The Little Ark of Kilbaha. - Bishop Denis Kelly

Bishop Denis Kelly

Bishop Denis Kelly ( -1924), of the diocese of Ross, Co. Cork, died in 1924, and was buried in St.. Patrick’s Pro-Cathedral, Skibbereen, Co. Cork. He was born in Kilnaneauve, Nenagh, Co.. Tipperary, and was the eldest son of William and Bridget (nee Butler) Kelly. Educated at St.. Flannan’s College, Ennis, Co.. Clare, and the Irish College, Paris, where he took 1st. Prize in Classics, Mathematics, Mental Philosophy, Theology, Scripture, and Canon Law, and was awarded a Ph.D. Ordained on March 17th., 1877, he was appointed curate back in Ireland for a short time. He was appointed professor at St.. Flannan’s and later Vice-President before finally becoming President of the College. In 1897, he was appointed Bishop of Ross (smallest diocese in Ireland). A champion of the working classes, and a recognized authority on education, he served on the Agricultural Board of Ireland, and was a member of the Royal Commission on Poor Law and Relief of Distress, the Cabinet Committee on Irish Finances (1911), and the National Education Committee of Inquiry (1913). He was a member of the Irish Convention, which sought to bring about a settlement of the Home Rule Question, acceptable to both the North and South of Ireland. He was vehemently opposed to the Easter Rising in 1916, and denounced it as an “unlawful war”, and he declared that “the killing of men was murder, pure and simple”. He used as his motto “Turis Fortis, Mihi Deus”, which suggests that his ancestors came from Hy-Many.

 

The Royal Commission on the Poor Laws and Relief of Distress 1905-09 was a body set up by the British Parliament in order to investigate how the Poor Law system should be changed. The commission included Poor Law guardians, members of the Charity Organisation Society, members of local government boards as well as the social researchers Charles Booth and Beatrice Webb.

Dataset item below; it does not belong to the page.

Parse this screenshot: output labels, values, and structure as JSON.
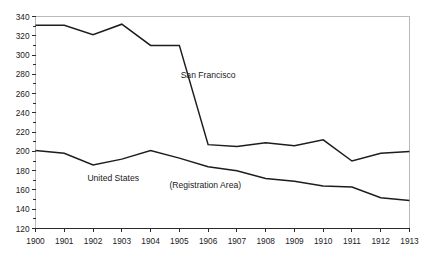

Canon Edmund Kelly, M.C., P.P., V.F., parish priest of Killenaule and Moyglass, Co. Tipperary, died on October 11, 1955. He was born in Newtown, New Inn, Co. Tipperary in June 1874 and was ordained in Maynooth in 1900. He was sent as a temporary missionary to South Africa in 1900. He was recalled to his home diocese in 1911 and served as curate in Mullaghahone until 1915. He became a military chaplain in 1915 and served in World War 1. In 1917 he was awarded the Military Cross “for un daunting assistance to the injured and dying in East Ypres. He was appointed curate of Tipperary in 1922 and remained there until 1934, when he was made parish priest in Killenaule and Moyglass.

Dr. Joe M Kelly. Oranmore, Co Galway.